(Data excerpts):
■ ■ ■ ■

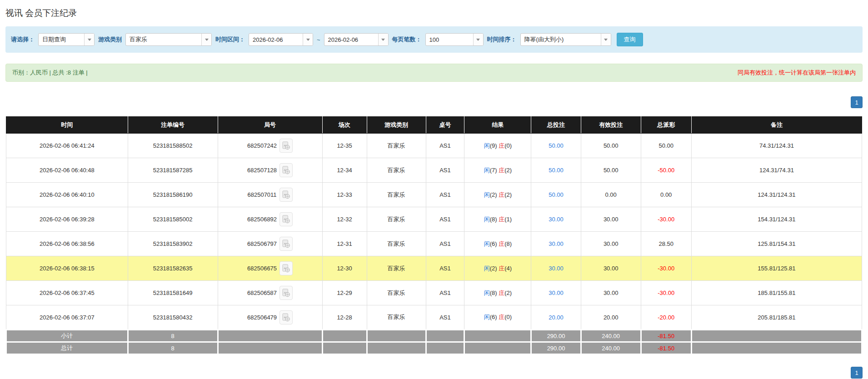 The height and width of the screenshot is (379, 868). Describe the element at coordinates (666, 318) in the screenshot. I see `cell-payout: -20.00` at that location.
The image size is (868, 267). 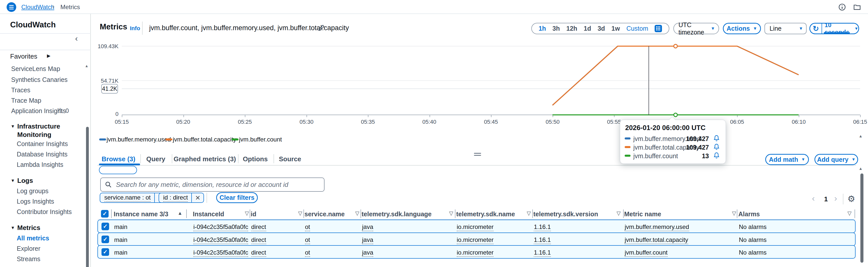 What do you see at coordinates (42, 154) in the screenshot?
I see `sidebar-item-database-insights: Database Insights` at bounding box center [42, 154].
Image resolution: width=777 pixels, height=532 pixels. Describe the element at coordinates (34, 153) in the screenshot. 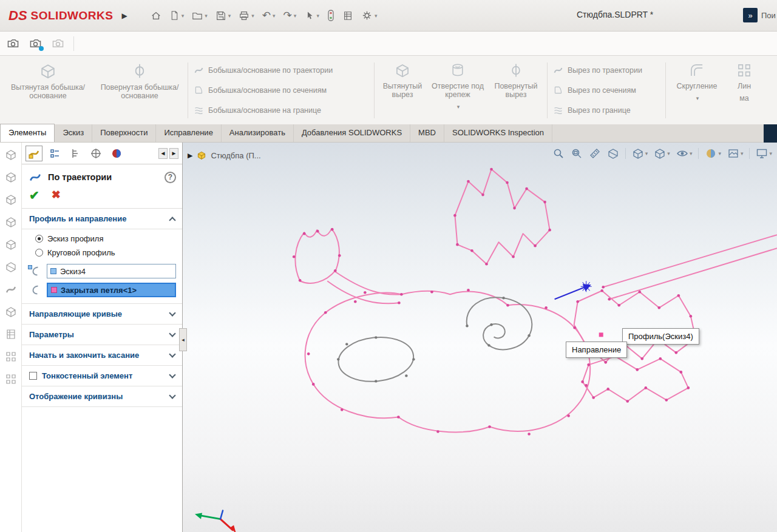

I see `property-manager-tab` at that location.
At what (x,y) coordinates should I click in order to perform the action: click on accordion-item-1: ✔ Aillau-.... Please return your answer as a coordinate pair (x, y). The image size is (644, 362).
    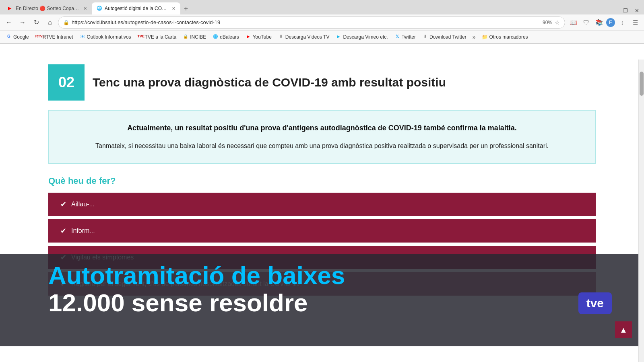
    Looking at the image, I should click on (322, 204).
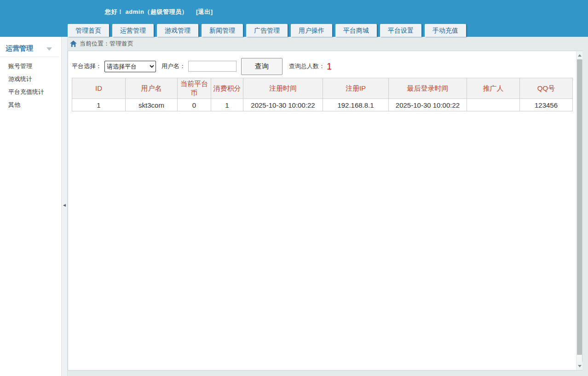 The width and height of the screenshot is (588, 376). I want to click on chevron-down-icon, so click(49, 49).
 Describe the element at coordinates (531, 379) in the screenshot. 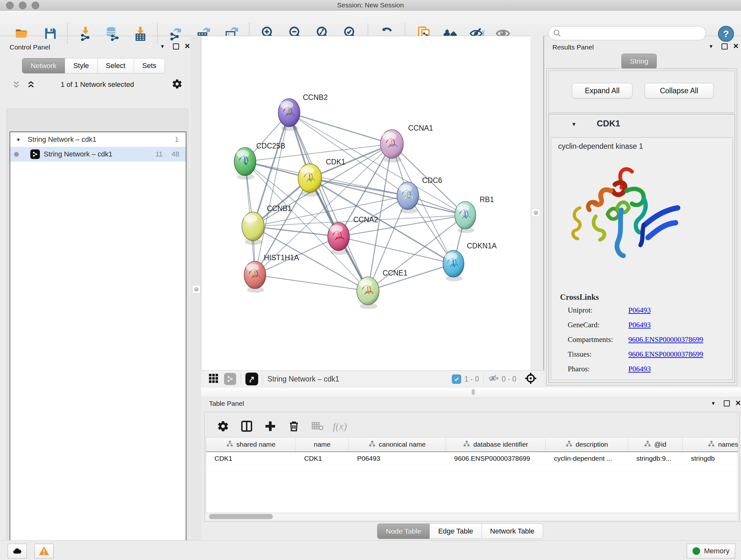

■ ■ ■ ■

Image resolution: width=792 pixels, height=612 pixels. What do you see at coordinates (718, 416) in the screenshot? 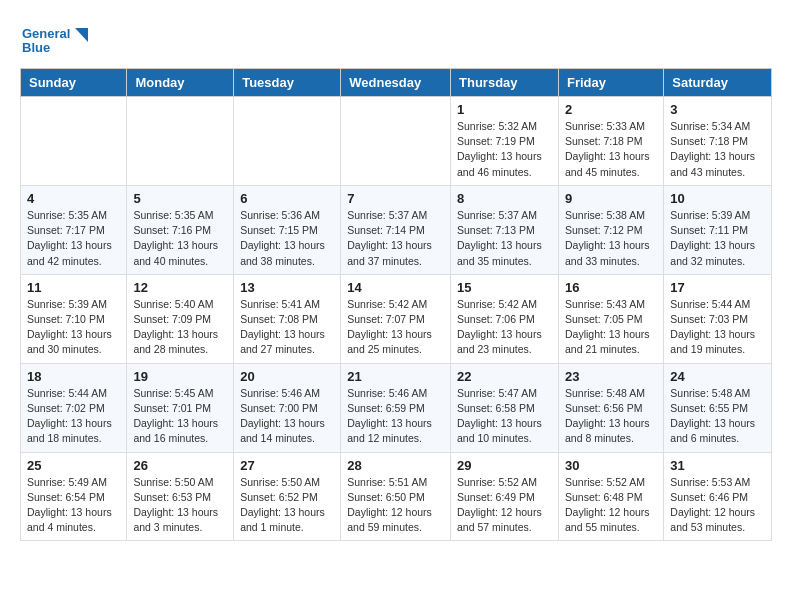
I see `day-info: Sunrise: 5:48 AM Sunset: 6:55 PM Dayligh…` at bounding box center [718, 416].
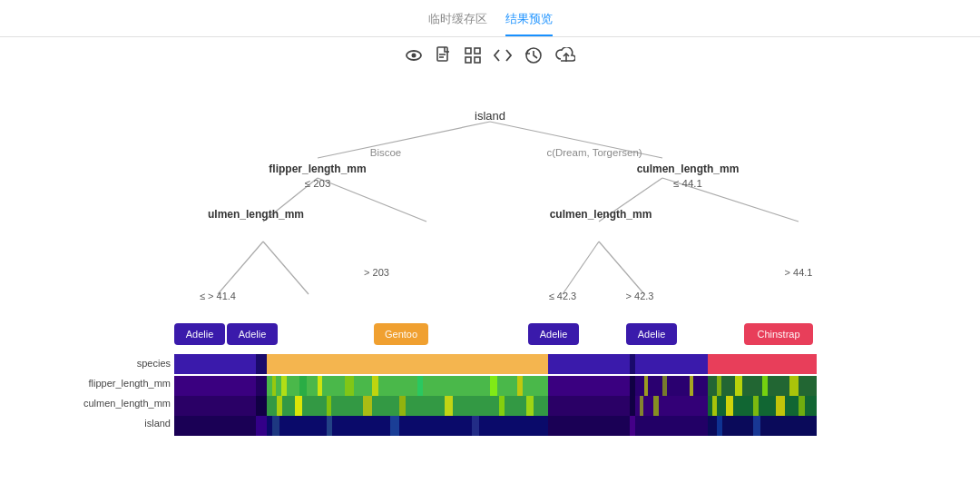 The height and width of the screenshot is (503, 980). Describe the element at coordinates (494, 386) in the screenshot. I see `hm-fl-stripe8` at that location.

■ ■ ■ ■

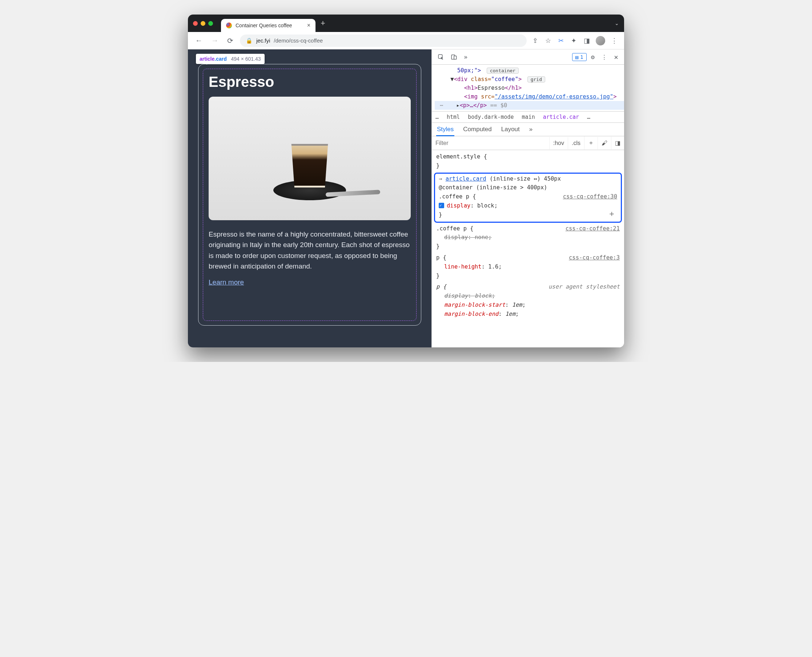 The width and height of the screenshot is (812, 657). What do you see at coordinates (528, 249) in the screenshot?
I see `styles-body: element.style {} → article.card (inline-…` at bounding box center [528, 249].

■ ■ ■ ■

(What needs to be done): Exact copy, pictures excluded: from the line with "Image resolution: width=777" up to and including the line with "Describe the element at coordinates (531, 379)" in the data above.

(Result of the task):
Image resolution: width=777 pixels, height=532 pixels. Describe the element at coordinates (34, 153) in the screenshot. 

I see `property-manager-tab` at that location.
At what (x,y) coordinates should I click in order to perform the action: click on accordion-item-1: ✔ Aillau-.... Please return your answer as a coordinate pair (x, y). The image size is (644, 362).
    Looking at the image, I should click on (322, 204).
 The width and height of the screenshot is (588, 376). I want to click on chevron-down-icon, so click(49, 49).
 Describe the element at coordinates (531, 379) in the screenshot. 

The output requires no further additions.